Santo Domingo — The Dominican Republic’s tourism sector has delivered a robust performance this year, with official data showing a double-digit rise in visitor arrivals during the key Holy Week holiday period. Tourism Minister David Collado announced that the country welcomed a total of 223,328 tourists over the observance, representing a 14.8% jump compared to visitor numbers from the same week in 2023.
Breaking down the latest figures, Collado highlighted accelerating growth through the final stretch of the holiday: arrivals rose 18.7% across the last four days of the break, a trend that confirms the steady, ongoing expansion the country’s travel industry has seen in recent months.
Sharing the milestone results on the social platform X, the minister framed the strong visitor numbers as a collective win for the entire Dominican tourism ecosystem. He emphasized that the outcome reinforces three core strengths of the country’s travel brand: its global reputation as a safe destination, its enduring appeal to international travelers, and its unmatched ability to create new jobs and drive broad economic activity across local communities.

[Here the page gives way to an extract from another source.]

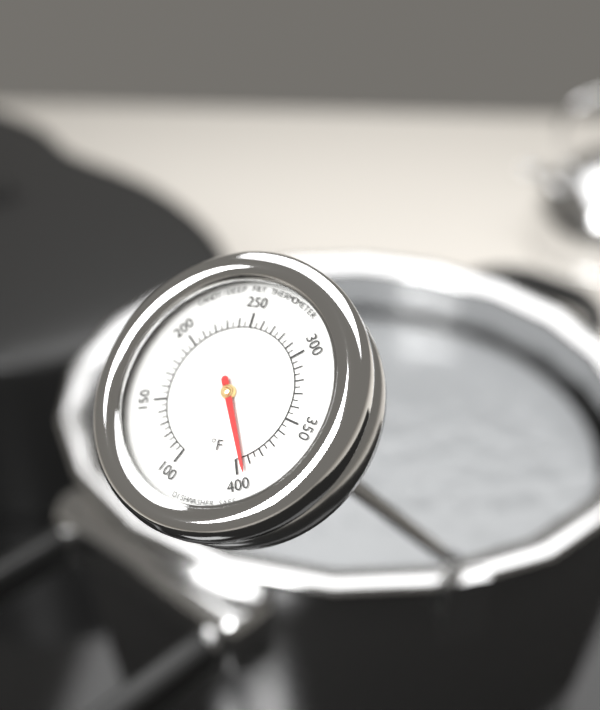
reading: 395 °F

For the Dominican Republic, tourism has long stood as one of the foundational pillars of the national economy, and Holy Week ranks consistently among the busiest and most commercially important peak travel periods of the year. Every uptick in visitor arrivals translates directly to tangible gains across multiple linked industries, from rising hotel occupancy rates to increased spending at local retail outlets, restaurants, and hospitality services. This growth, in turn, supports continued investment and expansion across the full spectrum of the country’s tourism sector.